House Chamber, Washington, D.C. April 2, 2009 Mme. Chairman: I feel one of those rare bi-partisan moments coming on. Throughout these budget debates, my friends on the Left keep saying that our problems are rooted in the fiscal mismanagement of the Bush Administration. The Gentleman from Virginia just presented a chart titled, “Record Deterioration of the Budget Under the Republican Administration.”
I agree. There’s no denying it. George W. Bush increased spending twice as fast as Bill Clinton. He turned a budget surplus into a chronic deficit.
But if we all agree that Bush spent too much and borrowed too much, then why in the world would we want to pursue the same folly on a far greater scale?
Why would we take the Bush Administration’s unsustainable rate of spending growth and send it even higher?
Why would we take that budget deficit and triple it?
If budgets that spend too much and borrow too much are the road to economic prosperity, then why aren’t we enjoying a period of unprecedented economic expansion?
The fact is, these policies don’t work, and it doesn’t matter whether the President is a Democrat or a Republican.
They don’t work because government cannot inject a single dollar into the economy that it has not first taken out of the economy.
They don’t work for the same reason that you can’t spend yourself rich or borrow your way out of debt or tax your way to prosperity.
If you want to know where these policies lead – just look to my home state of California.
Three governors – Republican and Democrat – did exactly what my friends on the left assure us is the road to recovery.
They increased spending at unsustainable rates, they ran up unprecedented debts and they imposed crushing new taxes.
And the result is that today, California has been transformed from the nation’s Golden State to a state of collapse.
A record level of government spending has not produced prosperity. It has produced one of the highest unemployment rates in the country.
Interest costs driven by years of borrowing are now eating its budget alive.
Its tax burden is producing a population exodus unknown since the days of the dust bowl.
In fact, the state has spent so much that it has just imposed the biggest tax increase by any state in American history.
The state has borrowed so much that it is now in very real danger of defaulting on its obligations before the end of the summer.
The President and the Democrats in Congress are making exactly the same mistake that the Bush Administration made and that three California governors made, only on a much greater scale.
Perhaps at a moment like this, it is time that we recognized the first law of holes: when you’re in one, stop digging.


▸ Try it:
Some lines hold the string "restant". Copy all of them from the material that follows.

▸ Given information:
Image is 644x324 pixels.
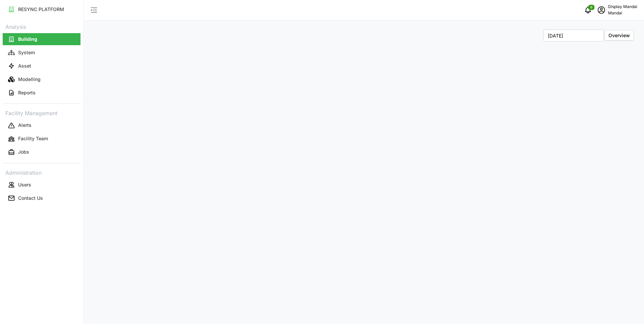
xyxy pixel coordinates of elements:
button: Modelling [3,73,81,85]
button: Jobs [3,146,81,158]
button: Facility Team [3,133,81,145]
p: Alerts [18,122,32,129]
button: RESYNC PLATFORM [3,3,81,15]
a: Contact Us [3,191,81,205]
a: Asset [3,59,81,73]
button: Building [3,33,81,45]
p: Facility Team [18,135,48,142]
span: Overview [609,33,630,38]
a: Facility Team [3,132,81,146]
p: Building [18,36,37,42]
a: Reports [3,86,81,99]
a: RESYNC PLATFORM [3,3,81,16]
p: Users [18,182,31,188]
p: RESYNC PLATFORM [18,6,64,13]
button: Asset [3,60,81,72]
input: Select Month [543,29,604,41]
button: Alerts [3,120,81,132]
button: notifications [581,3,594,17]
a: Modelling [3,73,81,86]
a: Jobs [3,146,81,159]
p: Asset [18,63,31,70]
p: Modelling [18,76,41,83]
p: Jobs [18,149,29,155]
a: Users [3,178,81,191]
button: Reports [3,87,81,99]
p: Analysis [3,21,81,31]
p: Facility Management [3,108,81,117]
p: Mandai [608,10,637,16]
p: Contact Us [18,195,43,202]
button: Contact Us [3,192,81,204]
p: System [18,49,35,56]
a: System [3,46,81,59]
button: schedule [594,3,608,17]
button: System [3,47,81,59]
p: Reports [18,90,35,96]
span: 0 [590,5,592,10]
a: Alerts [3,119,81,132]
a: Building [3,33,81,46]
p: Display Mandai [608,4,637,10]
p: Administration [3,167,81,177]
button: Users [3,179,81,191]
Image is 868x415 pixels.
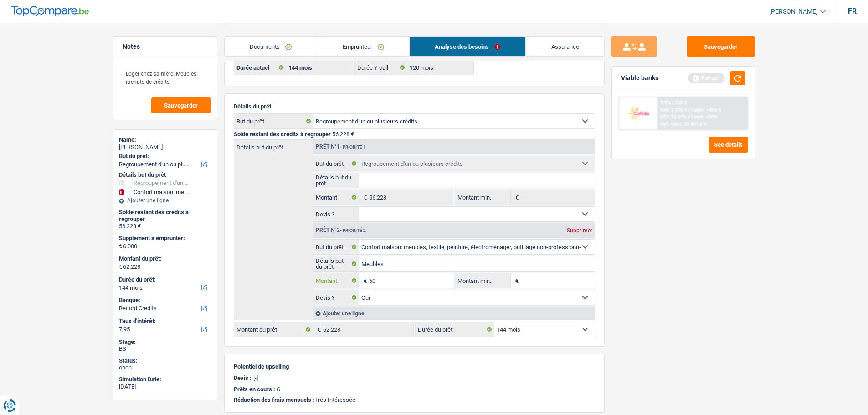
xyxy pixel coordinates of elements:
button: Sauvegarder [151,97,210,113]
p: Potentiel de upselling [233,363,595,370]
button: Sauvegarder [686,36,754,57]
div: 56.228 € [119,223,211,230]
p: Très Intéressée [233,396,595,403]
span: € [119,242,122,249]
a: Documents [224,37,317,56]
label: Montant min. [455,190,511,205]
span: Sauvegarder [164,102,198,109]
label: Durée du prêt: [119,276,210,283]
label: But du prêt: [119,152,210,159]
label: Montant [313,273,359,288]
img: Cofidis [621,104,655,122]
label: Devis ? [313,207,359,221]
div: Détails but du prêt [119,171,211,178]
label: Taux d'intérêt: [119,318,210,324]
div: Ajouter une ligne [119,197,211,203]
div: Supprimer [564,228,594,233]
span: - Priorité 1 [340,144,366,149]
div: Name: [119,136,211,143]
span: € [359,190,369,205]
label: Devis ? [313,290,359,304]
span: Limit: <50% [691,113,718,120]
div: Prêt n°2 [313,227,368,233]
label: Montant [313,190,359,205]
div: 9.9% | 725 € [660,100,687,106]
span: / [688,113,690,120]
span: [PERSON_NAME] [769,8,818,15]
h5: Notes [123,42,208,51]
span: NAI: 2 370 € [660,107,687,113]
div: [PERSON_NAME] [119,143,211,150]
span: / [688,107,690,113]
div: Stage: [119,338,211,345]
span: € [313,322,323,336]
p: 6 [277,386,280,393]
label: Durée Y call [355,60,408,75]
div: fr [848,7,856,15]
span: DTI: 33.41% [660,113,686,120]
div: BS [119,345,211,352]
span: - Priorité 2 [340,228,366,233]
label: Montant du prêt: [119,255,210,263]
label: Détails but du prêt [313,256,359,271]
p: Devis : [233,374,251,381]
label: Montant du prêt [234,322,313,336]
span: Limit: >800 € [692,107,721,113]
span: € [119,263,122,270]
label: But du prêt [234,113,313,128]
label: Banque: [119,297,210,304]
p: Détails du prêt [233,103,595,110]
div: Viable banks [621,75,658,82]
div: Ajouter une ligne [313,306,594,320]
p: Prêts en cours : [233,386,275,393]
div: Prêt n°1 [313,144,368,150]
span: € [511,273,520,288]
label: But du prêt [313,156,359,171]
p: [-] [254,374,258,381]
span: € [511,190,520,205]
span: Réduction des frais mensuels : [233,396,314,403]
div: open [119,363,211,371]
label: Durée actuel [234,60,286,75]
button: See details [708,136,748,152]
label: Montant min. [455,273,511,288]
div: Simulation Date: [119,375,211,383]
a: Analyse des besoins [410,37,526,56]
div: [DATE] [119,383,211,390]
label: Détails but du prêt [234,140,313,150]
label: Durée du prêt: [415,322,494,336]
span: 56.228 € [332,131,354,137]
img: TopCompare Logo [11,6,88,17]
span: Solde restant des crédits à regrouper [233,131,331,137]
div: Status: [119,357,211,364]
a: Assurance [526,37,604,56]
div: Solde restant des crédits à regrouper [119,208,211,223]
span: € [359,273,369,288]
label: Détails but du prêt [313,173,359,187]
label: But du prêt [313,240,359,254]
div: Refresh [688,73,724,83]
label: Supplément à emprunter: [119,235,210,242]
a: Emprunteur [317,37,409,56]
div: Ref. Cost: 32 451,8 € [660,121,706,127]
a: [PERSON_NAME] [761,4,826,19]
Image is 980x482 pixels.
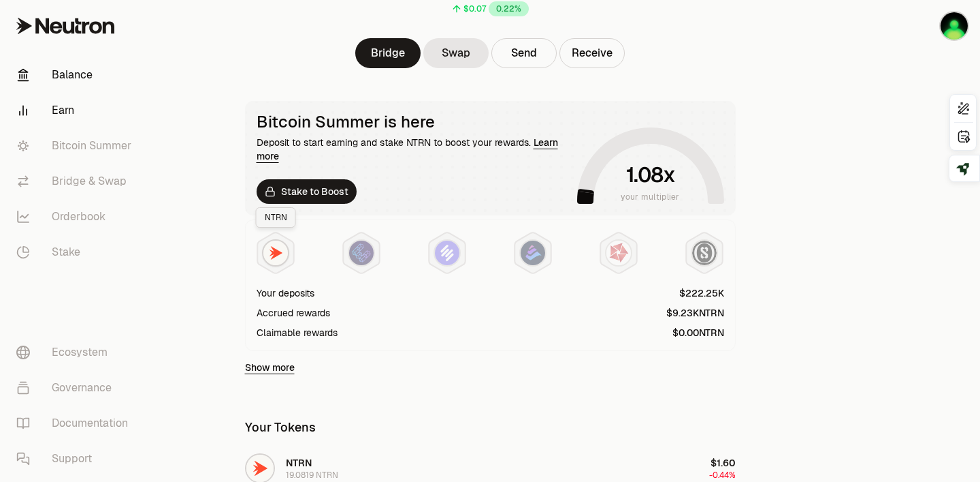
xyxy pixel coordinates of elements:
div: Bitcoin Summer is here [257,113,572,131]
img: luv [941,12,968,39]
span: -0.44% [709,469,735,480]
a: Balance [6,57,147,93]
div: 0.22% [489,1,528,16]
img: Mars Fragments [606,240,631,265]
img: Structured Points [692,240,717,265]
button: Receive [559,38,625,68]
img: Bedrock Diamonds [521,240,545,265]
a: Ecosystem [6,335,147,369]
div: Your Tokens [245,417,316,437]
div: NTRN [256,207,296,228]
div: Claimable rewards [257,325,337,339]
a: Swap [423,38,489,68]
a: Stake to Boost [257,179,357,203]
a: Orderbook [6,199,147,234]
a: Governance [6,369,147,405]
a: Earn [6,93,147,128]
img: EtherFi Points [349,240,374,265]
button: Send [491,38,557,68]
span: your multiplier [620,190,680,203]
span: NTRN [286,457,312,469]
span: $1.60 [710,457,735,469]
img: NTRN Logo [246,454,274,482]
a: Bridge [355,38,421,68]
div: 19.0819 NTRN [286,469,338,480]
img: NTRN [263,240,288,265]
a: Bitcoin Summer [6,128,147,163]
a: Bridge & Swap [6,163,147,199]
div: Accrued rewards [257,306,330,320]
a: Show more [245,360,295,374]
a: Stake [6,234,147,270]
a: Documentation [6,405,147,441]
img: Solv Points [435,240,459,265]
div: Deposit to start earning and stake NTRN to boost your rewards. [257,136,572,163]
a: Support [6,441,147,476]
div: $0.07 [464,4,486,14]
div: Your deposits [257,286,315,300]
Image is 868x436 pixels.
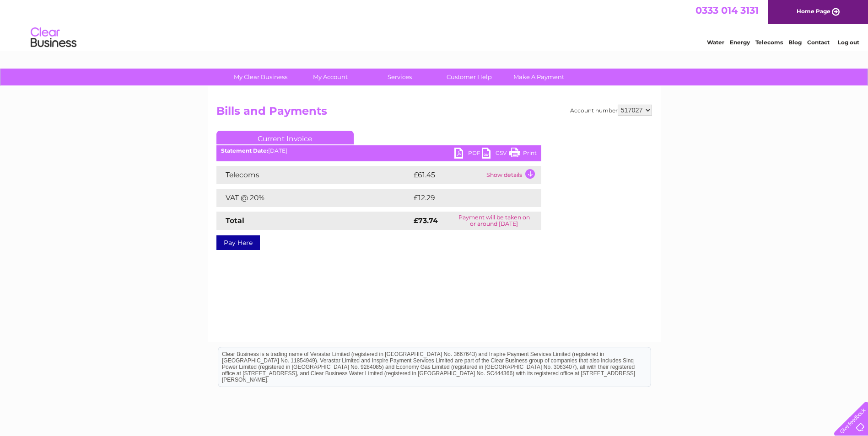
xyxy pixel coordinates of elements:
[807,39,830,46] a: Contact
[432,69,507,85] a: Customer Help
[707,39,724,46] a: Water
[216,189,412,207] td: VAT @ 20%
[454,148,482,161] a: PDF
[292,69,368,85] a: My Account
[223,69,298,85] a: My Clear Business
[482,148,509,161] a: CSV
[216,166,412,184] td: Telecoms
[509,148,536,161] a: Print
[216,105,652,122] h2: Bills and Payments
[221,147,268,154] b: Statement Date:
[570,105,652,115] div: Account number
[695,5,758,16] a: 0333 014 3131
[412,166,484,184] td: £61.45
[412,189,522,207] td: £12.29
[447,212,541,230] td: Payment will be taken on or around [DATE]
[484,166,541,184] td: Show details
[218,5,651,44] div: Clear Business is a trading name of Verastar Limited (registered in [GEOGRAPHIC_DATA] No. 3667643...
[216,235,260,250] a: Pay Here
[226,216,245,225] strong: Total
[788,39,802,46] a: Blog
[30,24,77,51] img: logo.png
[756,39,783,46] a: Telecoms
[838,39,859,46] a: Log out
[413,216,438,225] strong: £73.74
[362,69,438,85] a: Services
[501,69,577,85] a: Make A Payment
[729,39,750,46] a: Energy
[216,148,541,154] div: [DATE]
[216,131,353,144] a: Current Invoice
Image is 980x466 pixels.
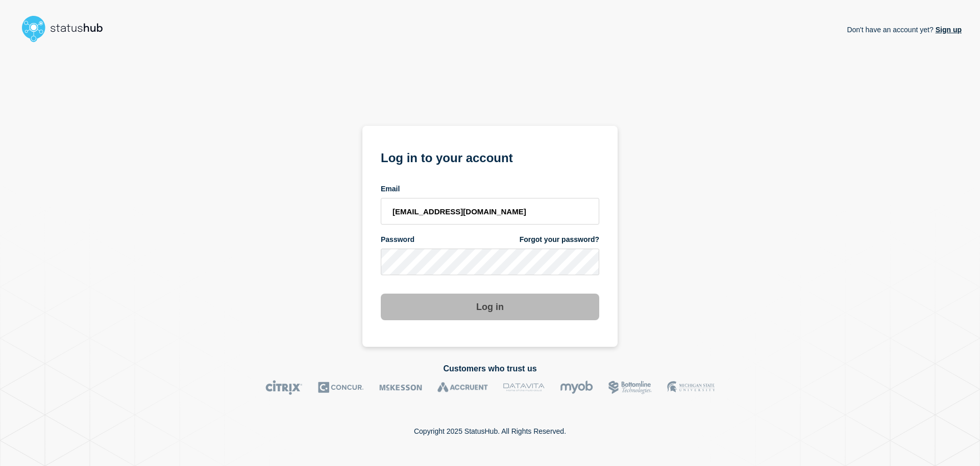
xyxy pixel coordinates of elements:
img: DataVita logo [504,380,545,395]
img: MSU logo [668,380,715,395]
h1: Log in to your account [381,148,600,166]
a: Sign up [934,26,962,34]
p: Don't have an account yet? [847,17,962,42]
input: email input [381,198,600,224]
button: Log in [381,293,600,320]
a: Forgot your password? [520,235,600,245]
img: McKesson logo [379,380,422,395]
img: Citrix logo [265,380,303,395]
span: Password [381,235,415,245]
span: Email [381,184,399,194]
img: Concur logo [318,380,364,395]
img: Accruent logo [438,380,489,395]
img: myob logo [560,380,593,395]
h2: Customers who trust us [18,364,962,373]
img: Bottomline logo [608,380,652,395]
input: password input [381,248,600,275]
img: StatusHub logo [18,12,115,45]
p: Copyright 2025 StatusHub. All Rights Reserved. [414,427,566,435]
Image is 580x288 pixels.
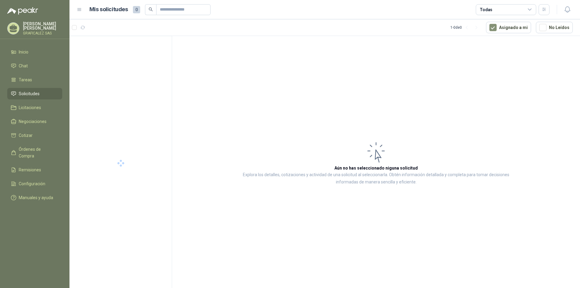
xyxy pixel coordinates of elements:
[19,49,28,55] span: Inicio
[19,104,41,111] span: Licitaciones
[7,46,62,58] a: Inicio
[536,22,572,33] button: No Leídos
[19,132,33,139] span: Cotizar
[479,6,492,13] div: Todas
[23,31,62,35] p: GRAFICALEZ SAS
[19,166,41,173] span: Remisiones
[149,7,153,11] span: search
[7,178,62,189] a: Configuración
[19,76,32,83] span: Tareas
[334,165,417,171] h3: Aún no has seleccionado niguna solicitud
[7,143,62,162] a: Órdenes de Compra
[7,74,62,85] a: Tareas
[19,180,45,187] span: Configuración
[7,116,62,127] a: Negociaciones
[19,146,56,159] span: Órdenes de Compra
[7,164,62,175] a: Remisiones
[133,6,140,13] span: 0
[7,60,62,72] a: Chat
[232,171,519,186] p: Explora los detalles, cotizaciones y actividad de una solicitud al seleccionarla. Obtén informaci...
[7,102,62,113] a: Licitaciones
[19,194,53,201] span: Manuales y ayuda
[486,22,531,33] button: Asignado a mi
[89,5,128,14] h1: Mis solicitudes
[7,7,38,14] img: Logo peakr
[19,118,46,125] span: Negociaciones
[7,130,62,141] a: Cotizar
[19,62,28,69] span: Chat
[7,88,62,99] a: Solicitudes
[7,192,62,203] a: Manuales y ayuda
[19,90,40,97] span: Solicitudes
[23,22,62,30] p: [PERSON_NAME] [PERSON_NAME]
[450,23,481,32] div: 1 - 0 de 0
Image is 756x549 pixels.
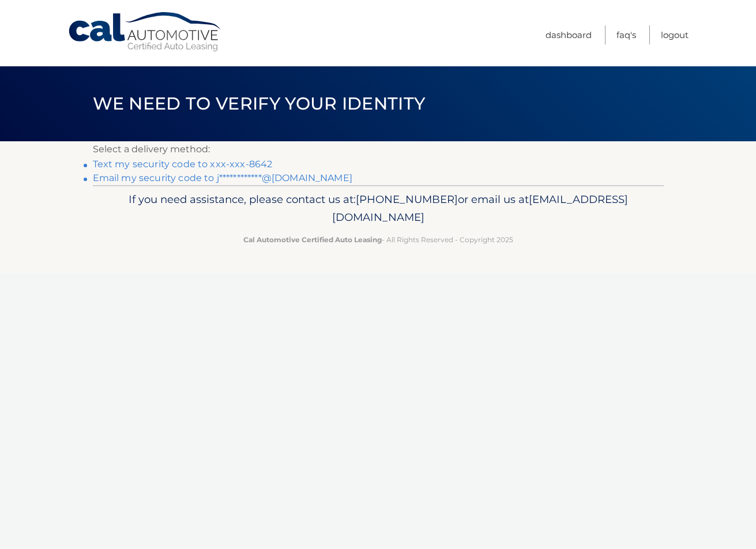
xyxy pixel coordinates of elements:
[243,235,382,244] strong: Cal Automotive Certified Auto Leasing
[67,12,223,52] a: Cal Automotive
[661,25,689,44] a: Logout
[101,234,656,246] p: - All Rights Reserved - Copyright 2025
[617,25,636,44] a: FAQ's
[545,25,591,44] a: Dashboard
[355,193,458,206] span: [PHONE_NUMBER]
[101,190,656,227] p: If you need assistance, please contact us at: or email us at
[93,141,663,158] p: Select a delivery method:
[93,93,426,114] span: We need to verify your identity
[93,158,272,170] a: Text my security code to xxx-xxx-8642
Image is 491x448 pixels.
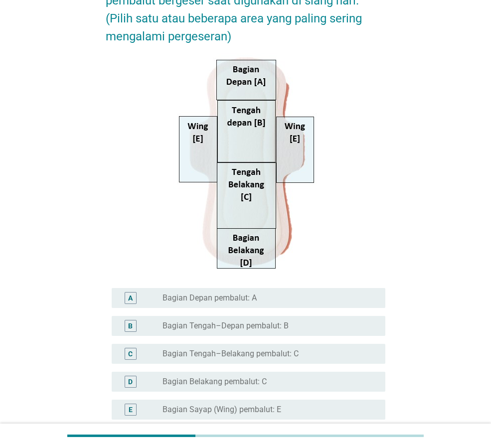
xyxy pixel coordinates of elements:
img: 6b940996-1656-4884-83e0-161de5e69469-position-2.jpg [173,53,319,272]
label: Bagian Sayap (Wing) pembalut: E [162,404,281,415]
label: Bagian Belakang pembalut: C [162,377,267,386]
div: E [128,404,133,415]
label: Bagian Tengah–Belakang pembalut: C [162,349,299,359]
label: Bagian Tengah–Depan pembalut: B [162,321,289,331]
div: A [128,292,133,303]
label: Bagian Depan pembalut: A [162,293,256,303]
div: C [128,348,133,359]
div: D [128,376,133,386]
div: B [128,321,133,331]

▸ Final answer:
span: Solde restant des crédits à regrouper [233,131,331,137]
div: Solde restant des crédits à regrouper [119,208,211,223]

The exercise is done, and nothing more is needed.